AT&T finds reception it wants on the big screen > By Sanford Nowlin, Houston Chronicle

SAN ANTONIO – Moviegoers have been seeing a lot of AT&T lately.

The telecom titan is sponsoring a series of pre-movie announcements where well-known directors urge audience members to quiet their cell phones. Maybe you’ve seen the one where Goodfellas director Martin Scorsese barges into a family’s home to tell a woman how she should act while on the phone with her husband. Or the others, which feature actor/directors Sydney Pollack and Forest Whitaker in similar scenarios.

At the end of the 30-second spots, the message is spelled out atop an orange AT&T logo: “We don’t interrupt your phone calls. Please don’t interrupt our movies.”

The announcements now running on Regal Entertainment Group’s 15,000 U.S. screens have been so successful that San Antonio-based AT&T is thinking of expanding them, officials said. Indeed, the company is considering a boost in cinema advertising in general.

“The audience likes them; we’ve had a positive response,” said Daryl Evans, vice president of advertising for AT&T’s wireless division.

AT&T wouldn’t disclose how much it’s paying for the announcements.

Of course, AT&T isn’t alone in exploring movie houses as ad venues. Theater advertising rose to $455.6 million in 2006, the most recent year for which data is available, according to the Cinema Advertising Council. That’s up 15 percent from the previous year. Eager to make up for flat ticket sales, cinema operators are inserting more local and national ads in the reel that theaters run before they show trailers, analysts said.

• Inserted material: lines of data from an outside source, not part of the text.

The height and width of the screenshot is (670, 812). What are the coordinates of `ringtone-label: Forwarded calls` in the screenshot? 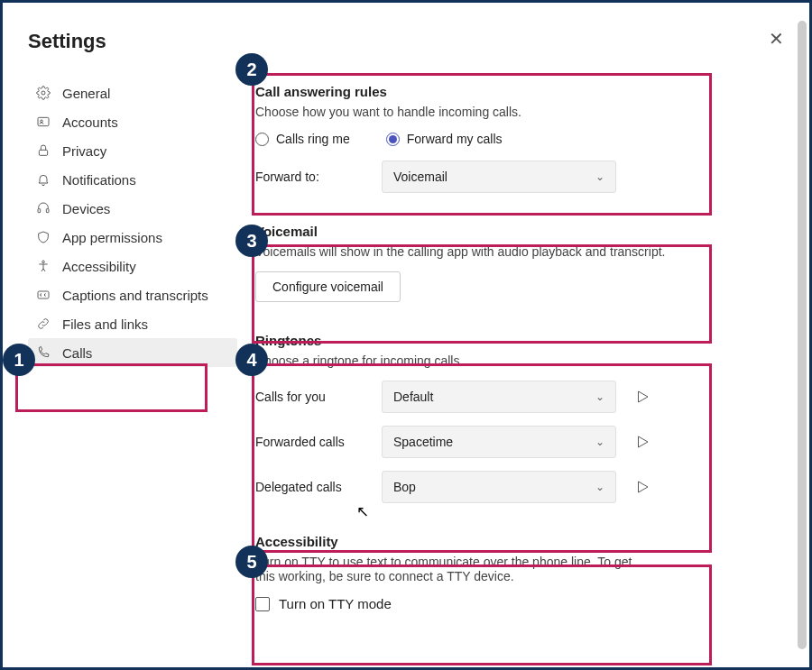 It's located at (309, 442).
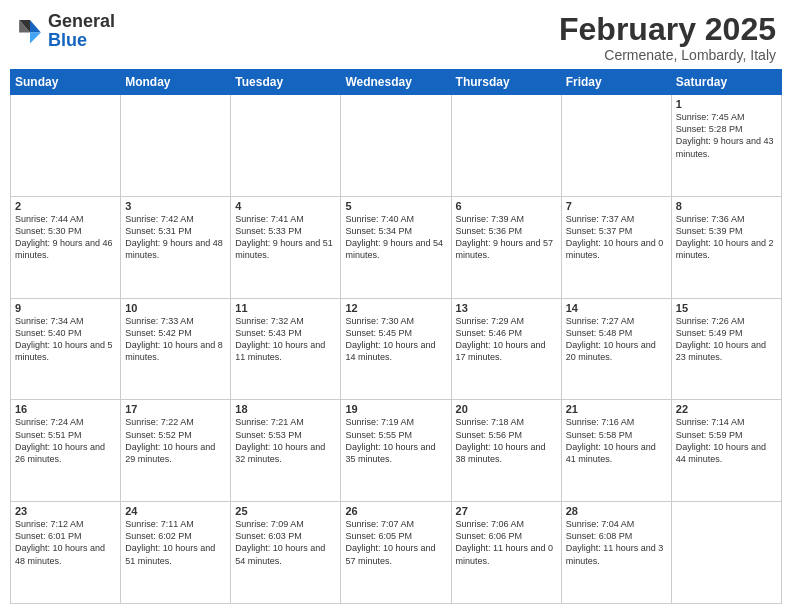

“Your audience can’t change the channel,” said Cliff Marks, president of Colorado-based National CineMedia, which provides digital movie ads for theater chains including Regal and AMC Entertainment.

Even so, advertisers can wear out their welcome if they fail to keep audiences engaged in their on-screen commercials, said Harvey Hoffenberg, president of Connecticut-based brand consultant Propulsion.

AT&T’s spots have been successful because they’re engaging and fun, he adds. And they bear a message that moviegoers can get behind: Use your phone responsibly.